A spy operation conducted by the NSA and Britain's GCHQ tapped into Israel's missile interception program, according to local media. Earlier the same operation was found to have hacked into videos from Israeli drones and fighter jets.
The joint US-UK operation, referred to as 'Anarchist,' gathered information on Israel's Black Sparrow missile project, part of its Arrow missile interception program, according to Yedioth Ahronoth newspaper.
The Black Sparrow missile is air-launched from a plane, usually an F-15 fighter jet, before accelerating away to become a target for anti-missile systems to track and intercept.
Surveillance of the missile, which has been used in tests of the Arrow and Magic Wand defense system, was a secondary task of Anarchist, and was code-named 'Runway’, according to the newspaper.
It remains unclear how the NSA and GCHQ obtained the data, or whether it was taken directly from intercepted transmissions during Black Sparrow flights.
Black Sparrow is produced by Israel's Rafael Advanced Defense Systems, in cooperation with US defense firm Raytheon.
It comes just three days after it was revealed that the two agencies had been spying on Israel's air force operations for at least 18 years – information that was reportedly gleaned from documents made public by National Security Agency (NSA) whistleblower Edward Snowden.
Over the course of those years, the US and UK managed to crack the Israel Defense Forces' (IDF) special encryption system for communication between fighter jets, drones and army bases. The two nations reportedly used that access to keep tabs on IDF operations in Gaza, watch for a possible Israeli strike on Iran, and monitor the drone technology that Israel exports.
An Israeli security source described the breach as “an earthquake...the worst leak in the history of Israeli intelligence,” the Times of Israel reported.
The tracking was completed from the UK's Royal Air Force installation in the Troodos Mountains, near Mount Olympus, on the island of Cyprus, according to the Intercept.
A 2008 GCHQ report called the acquired access into Israeli intelligence “indispensable for maintaining an understanding of Israeli military training and operations and thus an insight to possible future developments in the region,” adding that it was “critical” in “times of crisis.”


The task »
Once the line with "Identify the location of a: Meet Us." is reached, output it and every line after it, exactly, through the end of the records below. Pictures are skipped.

Stored data »

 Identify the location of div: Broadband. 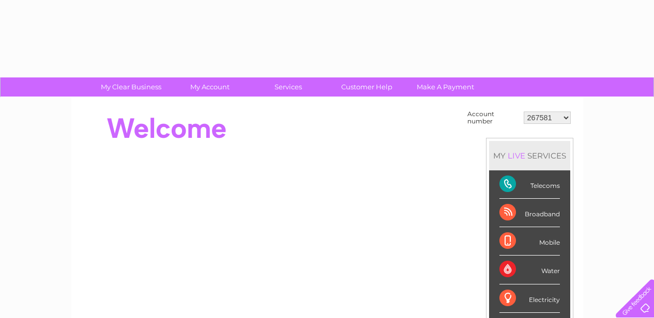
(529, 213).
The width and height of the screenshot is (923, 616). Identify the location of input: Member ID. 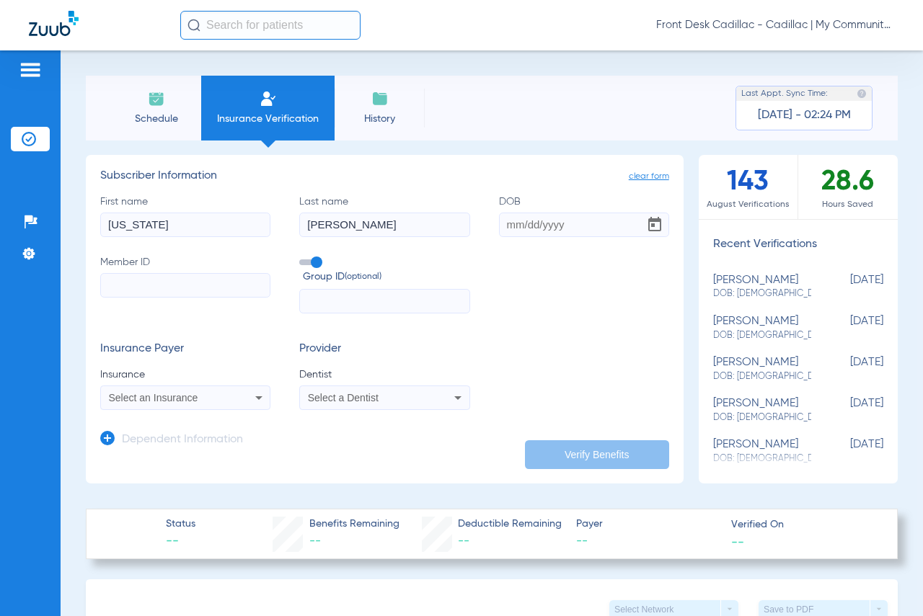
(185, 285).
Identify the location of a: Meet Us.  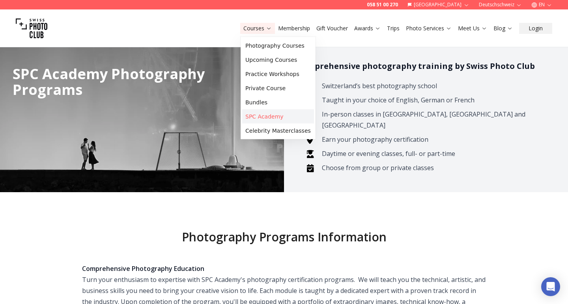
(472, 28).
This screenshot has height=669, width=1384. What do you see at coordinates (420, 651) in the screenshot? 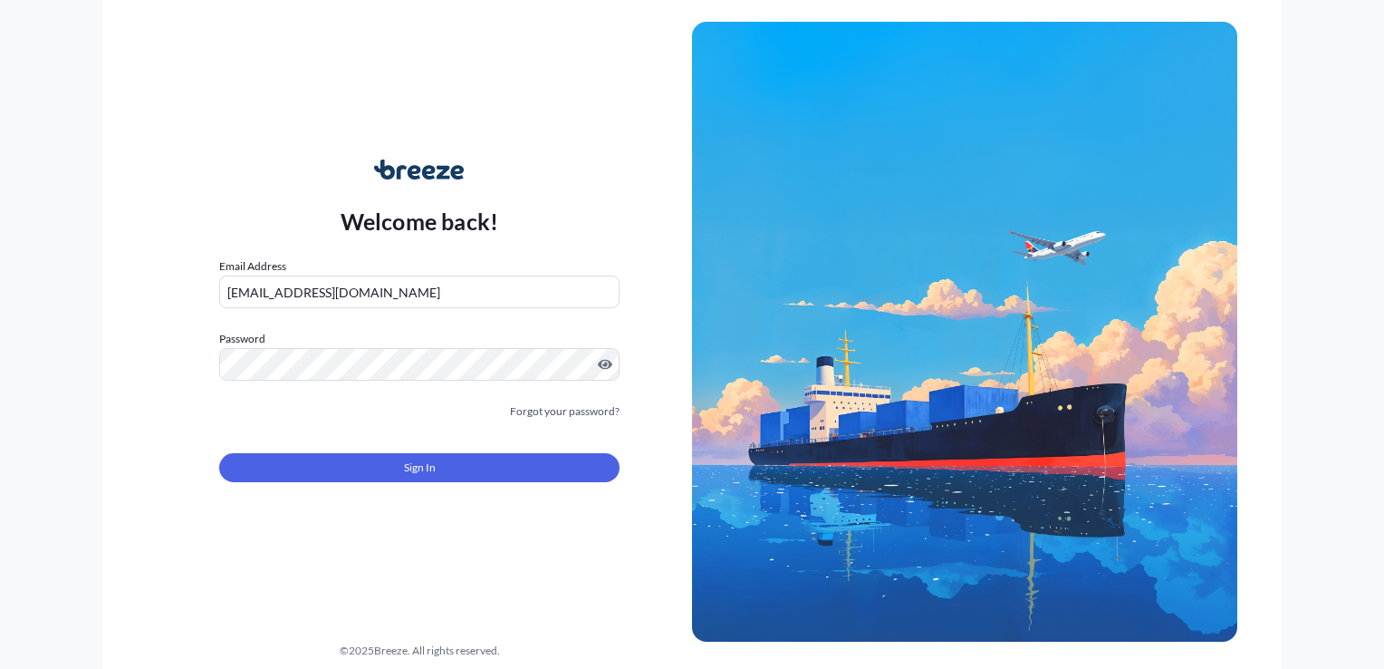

Result of the task »
Identify the location of a: Meet Us.  
(472, 28).
This screenshot has height=669, width=1384. What do you see at coordinates (420, 651) in the screenshot? 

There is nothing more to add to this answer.